MIAMI — Scores of people joined a car caravan led by the Alianza Martiana in the Little Havana neighborhood here Feb. 8 to protest new U.S. government restrictions on travel to Cuba.
Washington passed new regulations in January barring all charter flights to Cuban cities other than Havana, and curtailed flights to Cuba’s capital. The government last fall barred all commercial flights from the U.S. to nine cities outside of Havana.
The caravan also denounced vandalism at the Alianza’s headquarters during the night of Jan. 26 after it had sponsored a public meeting to celebrate the anniversary of the birth of Cuban independence leader José Martí. The group defends revolutionary Cuba, calls for the U.S. government to normalize relations and demands an end to the U.S. economic war against Cuba’s revolution.
The attack on the group’s headquarters comes as the U.S. rulers have stepped up their slander campaign and other efforts to make the Cuban people pay for support of their revolution. The new travel restrictions, which make it harder for Cuban Americans to visit relatives still in Cuba, are part of these attacks.
Fifty cars kicked off the caravan festooned with Cuban flags and signs featuring the demands of the protest. They traveled over 15 miles on SW 8th Street — known here as Calle Ocho — with horns honking. The protest attracted more participants as it snaked its way in disciplined formation through the neighborhood, doubling in size.
While Little Havana had been considered the turf of Cuban counterrevolutionaries in Miami in the past, today it is overwhelmingly Cuban American workers who face the same kind of carnage as all other U.S. workers from the crisis of capitalism.
When protest organizers arrived and began lining up the first groups of cars, a handful of rightists tried to disrupt the caravan. The Alianza’s marshals refused to be provoked and, when the police showed up, the rightists fled.
Participants in the caravan included all ages, from youth to Juan Hidalgo, a veteran Alianza member who recounts how he fought alongside Fidel Castro in the Sierra Maestra mountains during the Cuban Revolution when he was 16 years old.
In a press release issued after the protest, Gómez thanked all those who helped make the caravan a step forward for the freedom to publicly oppose the U.S. government restrictions on travel to Cuba. Eleven different groups had come together to build the action, including the Antonio Maceo Brigade, the Bolivarian Circle of Miami, Cuban American Defense League and the Socialist Workers Party.
Anthony Dutrow is the Socialist Workers Party candidate for U.S. Congress in the 27th District in Florida.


EXERCISE DESCRIPTION
In the material below, the lines containing the word "tick" are required; copy each of them.

________________________________________

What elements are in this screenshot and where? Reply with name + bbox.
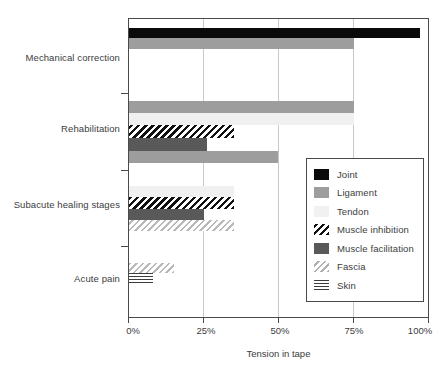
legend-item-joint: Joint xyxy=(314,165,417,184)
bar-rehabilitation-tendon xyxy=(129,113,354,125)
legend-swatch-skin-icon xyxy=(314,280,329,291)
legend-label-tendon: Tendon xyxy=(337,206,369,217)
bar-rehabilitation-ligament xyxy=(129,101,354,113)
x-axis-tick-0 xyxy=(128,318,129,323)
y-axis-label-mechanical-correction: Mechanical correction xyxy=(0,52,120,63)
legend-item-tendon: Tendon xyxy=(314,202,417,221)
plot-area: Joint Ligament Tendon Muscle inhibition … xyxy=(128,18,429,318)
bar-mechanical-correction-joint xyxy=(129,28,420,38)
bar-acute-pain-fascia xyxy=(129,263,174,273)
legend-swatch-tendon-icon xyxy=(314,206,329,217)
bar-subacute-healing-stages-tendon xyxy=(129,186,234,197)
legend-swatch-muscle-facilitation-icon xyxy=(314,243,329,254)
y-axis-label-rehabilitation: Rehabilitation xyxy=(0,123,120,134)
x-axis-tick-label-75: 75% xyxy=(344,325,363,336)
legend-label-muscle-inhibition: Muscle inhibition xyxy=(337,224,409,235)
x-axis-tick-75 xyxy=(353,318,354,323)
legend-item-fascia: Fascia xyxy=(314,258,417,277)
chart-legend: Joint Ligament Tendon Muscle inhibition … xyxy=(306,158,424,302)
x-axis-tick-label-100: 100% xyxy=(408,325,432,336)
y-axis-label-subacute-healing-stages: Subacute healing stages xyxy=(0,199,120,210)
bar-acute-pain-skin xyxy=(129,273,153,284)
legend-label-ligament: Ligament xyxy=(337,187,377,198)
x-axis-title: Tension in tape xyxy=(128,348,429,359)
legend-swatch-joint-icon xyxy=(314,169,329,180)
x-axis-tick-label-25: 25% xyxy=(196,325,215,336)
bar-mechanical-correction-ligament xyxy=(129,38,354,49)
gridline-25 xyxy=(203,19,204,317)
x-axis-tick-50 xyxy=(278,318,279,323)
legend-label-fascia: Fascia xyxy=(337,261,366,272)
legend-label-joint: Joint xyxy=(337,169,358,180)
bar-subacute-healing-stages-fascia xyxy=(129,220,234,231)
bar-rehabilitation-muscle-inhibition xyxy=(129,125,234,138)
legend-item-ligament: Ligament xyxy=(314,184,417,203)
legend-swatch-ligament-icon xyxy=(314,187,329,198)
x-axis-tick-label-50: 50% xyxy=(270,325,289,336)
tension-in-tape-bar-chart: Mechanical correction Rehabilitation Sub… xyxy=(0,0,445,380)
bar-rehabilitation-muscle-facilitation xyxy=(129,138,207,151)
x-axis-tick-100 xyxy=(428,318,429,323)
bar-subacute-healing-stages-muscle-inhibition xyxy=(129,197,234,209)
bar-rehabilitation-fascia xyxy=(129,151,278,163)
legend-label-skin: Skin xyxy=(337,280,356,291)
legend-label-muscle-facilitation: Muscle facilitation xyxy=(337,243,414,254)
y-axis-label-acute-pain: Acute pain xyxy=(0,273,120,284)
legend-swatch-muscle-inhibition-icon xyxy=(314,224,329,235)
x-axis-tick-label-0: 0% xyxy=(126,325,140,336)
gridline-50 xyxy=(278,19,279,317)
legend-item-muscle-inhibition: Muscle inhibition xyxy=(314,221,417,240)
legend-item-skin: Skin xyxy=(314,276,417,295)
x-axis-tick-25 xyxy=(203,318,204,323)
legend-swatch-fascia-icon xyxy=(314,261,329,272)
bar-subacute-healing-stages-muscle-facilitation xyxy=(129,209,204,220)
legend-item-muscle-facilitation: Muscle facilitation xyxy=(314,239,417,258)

________________________________________

TASK OUTPUT
x-axis-tick-0 xyxy=(128,318,129,323)
x-axis-tick-label-75: 75% xyxy=(344,325,363,336)
x-axis-tick-75 xyxy=(353,318,354,323)
x-axis-tick-label-100: 100% xyxy=(408,325,432,336)
x-axis-tick-label-25: 25% xyxy=(196,325,215,336)
x-axis-tick-50 xyxy=(278,318,279,323)
x-axis-tick-label-50: 50% xyxy=(270,325,289,336)
x-axis-tick-100 xyxy=(428,318,429,323)
x-axis-tick-label-0: 0% xyxy=(126,325,140,336)
x-axis-tick-25 xyxy=(203,318,204,323)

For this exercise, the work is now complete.